Court filings reveal the scope at Children’s Hospital Colorado
The figures come straight from a judge’s written findings in litigation over the hospital’s gender‑affirming program. These are not anonymous estimates or activist press releases — they are testimony and documents filed under oath in court. That a single clinic reported these totals in 2025 should set off alarm bells for parents and lawmakers. If you thought the numbers were small or rare, the TRUE Center’s own records prove otherwise.
The hard numbers and why they jump out
Put plainly: 257 children were prescribed puberty blockers and 549 were given cross‑sex hormones at one clinic in one year. Those counts are larger than earlier outside tallies based on insurance claims, and they help explain why some advocacy groups and federal investigators have turned their sights on children’s hospitals. Yes, the court record notes there may be overlap — some kids received both blockers and hormones — but that detail only underscores the point: many minors are moving through multiple, irreversible medical steps.
Federal subpoenas, HHS pressure, and hospital pushback
These court disclosures also intersect with federal action. The Justice Department served subpoenas seeking patient‑level records, and HHS leadership has signaled a tougher stance on pediatric gender interventions. Children’s Hospital Colorado has pushed back, warning about patient privacy and calling the subpoenas overbroad. That fight is playing out in court, but the underlying fact is straightforward: federal regulators and prosecutors are now treating gender‑affirming care for minors as a policy and legal priority.

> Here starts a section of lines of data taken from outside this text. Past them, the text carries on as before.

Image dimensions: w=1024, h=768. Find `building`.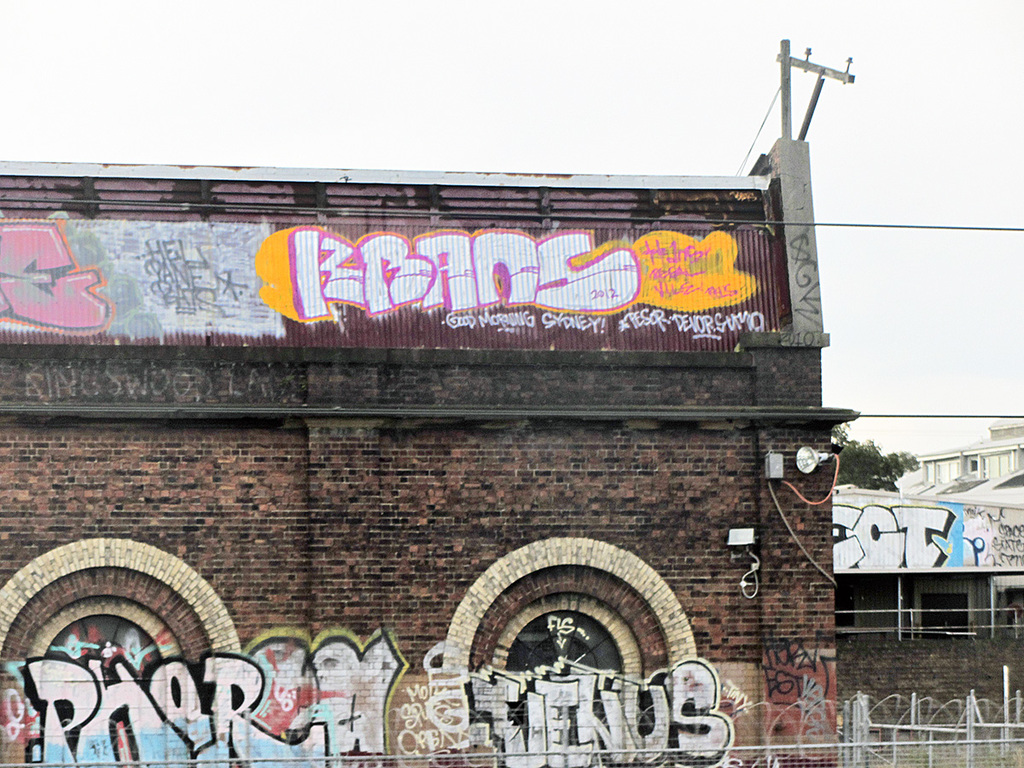
0:131:857:767.
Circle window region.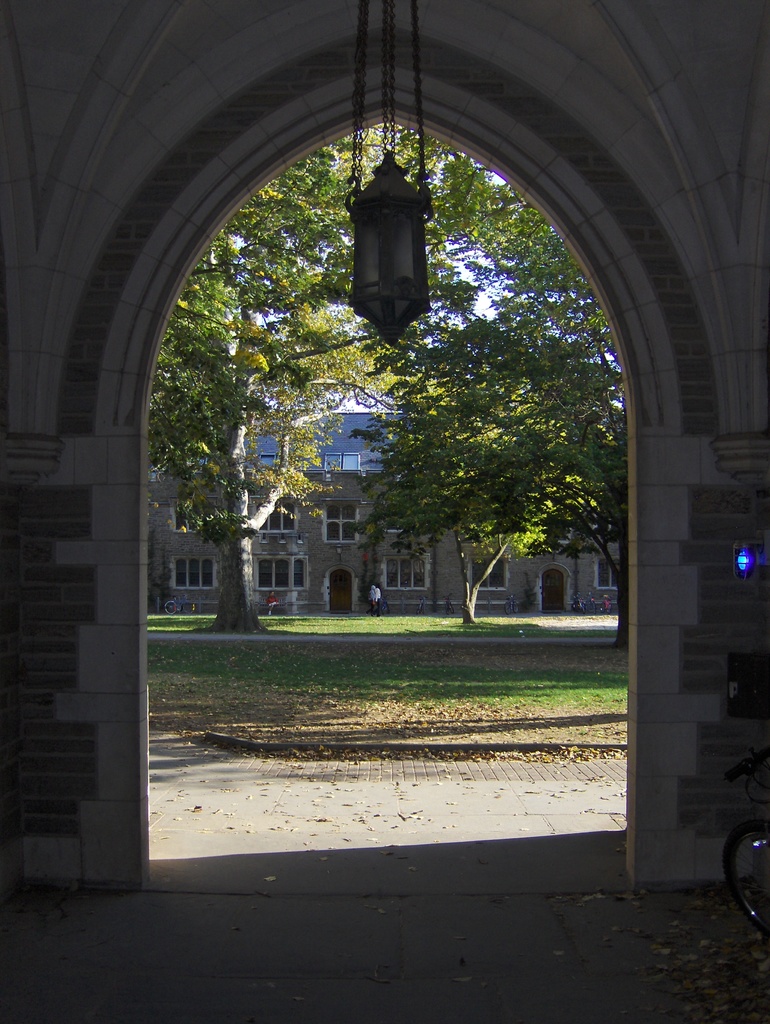
Region: x1=598 y1=562 x2=620 y2=583.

What conservatives should demand next
Americans who care about kids should want clear rules, not secrecy and hidden tallies. Congress and the White House can act to stop experimental, irreversible treatments on minors by passing strong federal limits — the Chloe Cole Act is one legislative avenue — and by tightening Medicaid and hospital rules so taxpayers aren’t underwriting this medical experiment. We should also demand transparency from children’s hospitals about what they do to minors and hold them accountable when they hide data or dodge scrutiny.
Wrapping up: common sense, safety, and a clear standard
The TRUE Center numbers in the Boe court papers are a wake‑up call. Whether you call it gender‑affirming care or a child sex‑change pipeline, what matters is this: hundreds of kids at one clinic were given life‑altering treatments in a single year. That fact should push policymakers to act, parents to ask tougher questions, and hospitals to stop treating our children like lab subjects. If lawmakers value childhood, they will make the choice to protect it now.